There's proactive and reactive aggression. Proactive aggression is the typical bullying of others based on what programming they do. It's basically just another way to pat yourself on the back, and people eat that shit up.


What's problematic is that the more jumping you do to avoid dumb workplaces, the greater the possibility that only dumb workplaces will be desperate to hire you.

It's a no-win situation. Unless, of course, you can do a better job of evaluating a job before you take it. But people need to pay rent, and heck yeah, companies straight-up lie about the jobs they offer.

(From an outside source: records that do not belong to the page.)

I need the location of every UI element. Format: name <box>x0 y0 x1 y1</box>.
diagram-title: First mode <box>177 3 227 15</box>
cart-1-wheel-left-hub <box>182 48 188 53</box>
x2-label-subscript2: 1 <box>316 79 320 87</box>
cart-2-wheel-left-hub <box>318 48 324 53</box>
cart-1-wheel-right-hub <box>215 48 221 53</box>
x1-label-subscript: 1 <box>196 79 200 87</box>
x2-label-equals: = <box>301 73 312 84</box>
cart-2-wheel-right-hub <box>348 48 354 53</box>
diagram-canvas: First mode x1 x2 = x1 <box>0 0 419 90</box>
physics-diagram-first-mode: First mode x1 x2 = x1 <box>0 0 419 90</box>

Perhaps it's time for hiring companies to consider that even though employees are discouraged from saying negative things about a former employer, that sometimes yeah, that former employer was a jerk royale.


Wow. After all the truth that's come out which makes everyone else look like a turd (especially Reddit's own users), you still can't find no love for Pao? Ask your doctor if reality is right for you.

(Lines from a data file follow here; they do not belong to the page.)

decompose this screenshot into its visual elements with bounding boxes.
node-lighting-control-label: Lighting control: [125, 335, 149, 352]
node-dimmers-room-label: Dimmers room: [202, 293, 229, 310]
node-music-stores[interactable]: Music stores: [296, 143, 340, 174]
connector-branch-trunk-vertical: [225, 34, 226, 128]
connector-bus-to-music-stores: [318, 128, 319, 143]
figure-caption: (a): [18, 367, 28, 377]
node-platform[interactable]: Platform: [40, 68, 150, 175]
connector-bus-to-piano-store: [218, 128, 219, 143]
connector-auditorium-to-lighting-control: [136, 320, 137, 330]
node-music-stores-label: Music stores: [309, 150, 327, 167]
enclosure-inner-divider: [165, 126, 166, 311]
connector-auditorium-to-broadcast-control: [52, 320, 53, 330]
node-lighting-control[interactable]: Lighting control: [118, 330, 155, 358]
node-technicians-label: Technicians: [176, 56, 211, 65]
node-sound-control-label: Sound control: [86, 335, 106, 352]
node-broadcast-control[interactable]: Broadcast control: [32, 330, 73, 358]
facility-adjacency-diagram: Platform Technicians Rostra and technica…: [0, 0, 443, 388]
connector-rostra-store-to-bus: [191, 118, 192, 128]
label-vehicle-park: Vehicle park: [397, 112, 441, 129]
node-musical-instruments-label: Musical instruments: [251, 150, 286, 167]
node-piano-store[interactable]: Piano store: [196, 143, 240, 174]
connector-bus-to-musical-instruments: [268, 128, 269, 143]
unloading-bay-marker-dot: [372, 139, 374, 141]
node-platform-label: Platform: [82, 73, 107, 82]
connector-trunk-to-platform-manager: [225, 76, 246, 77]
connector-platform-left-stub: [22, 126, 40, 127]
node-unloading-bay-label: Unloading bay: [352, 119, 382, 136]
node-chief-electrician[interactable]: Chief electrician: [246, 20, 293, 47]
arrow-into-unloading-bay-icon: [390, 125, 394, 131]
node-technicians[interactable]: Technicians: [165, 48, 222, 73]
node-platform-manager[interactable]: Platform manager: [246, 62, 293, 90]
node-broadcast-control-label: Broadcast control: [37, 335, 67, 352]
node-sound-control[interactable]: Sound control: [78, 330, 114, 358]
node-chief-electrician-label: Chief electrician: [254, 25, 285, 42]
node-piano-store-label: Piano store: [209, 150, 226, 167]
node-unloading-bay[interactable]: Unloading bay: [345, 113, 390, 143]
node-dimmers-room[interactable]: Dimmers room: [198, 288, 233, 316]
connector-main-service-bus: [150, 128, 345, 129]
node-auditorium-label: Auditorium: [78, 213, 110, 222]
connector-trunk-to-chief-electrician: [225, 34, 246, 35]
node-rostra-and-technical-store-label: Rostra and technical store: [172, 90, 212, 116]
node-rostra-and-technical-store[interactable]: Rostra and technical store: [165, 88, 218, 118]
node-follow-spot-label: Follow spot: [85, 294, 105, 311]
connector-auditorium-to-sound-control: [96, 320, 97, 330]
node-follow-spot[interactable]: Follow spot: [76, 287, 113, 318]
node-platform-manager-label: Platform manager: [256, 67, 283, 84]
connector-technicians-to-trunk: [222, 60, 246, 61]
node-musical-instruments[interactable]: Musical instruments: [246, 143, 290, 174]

Someone's getting a divorce for Xmas!


Comcast - mediocrity is an improvement.


But code is written in an entirely pragmatic environment. That means its value changes with time.

But we don't treat novels as pragmatically. If all its references are out of date, we simply excuse that problem by saying the book exists in history. Also, we don't have people running around re-writing novels. I don't doubt for a moment that Kafka's works could be improved if it was "open-sourced" and edited collectively.

And fiction is "code" for humans. The basic design of a human doesn't change nearly at all compared to computers. So instead of optimizing novels for humans with new features or faster processing, we hang on to some of them because particular "code" or life lessons need to be learned by a new generation.


I really wish more help from human-computer interaction & cognitive psychologists would be used to design a programming language.

The programming language is (to me) the most expensive part of a system, because it determines how the coder works & interacts with the system. And the human resources involved in building the system are the most expensive (besides those used to maintain and run it daily).

There must be symbols used to write code that are more easy to cognitively process than others. There must be keywords that are easier to memorize than others. There must be ways to write a statement that are less prone to error than others. Let's start working on this important and neglected problem.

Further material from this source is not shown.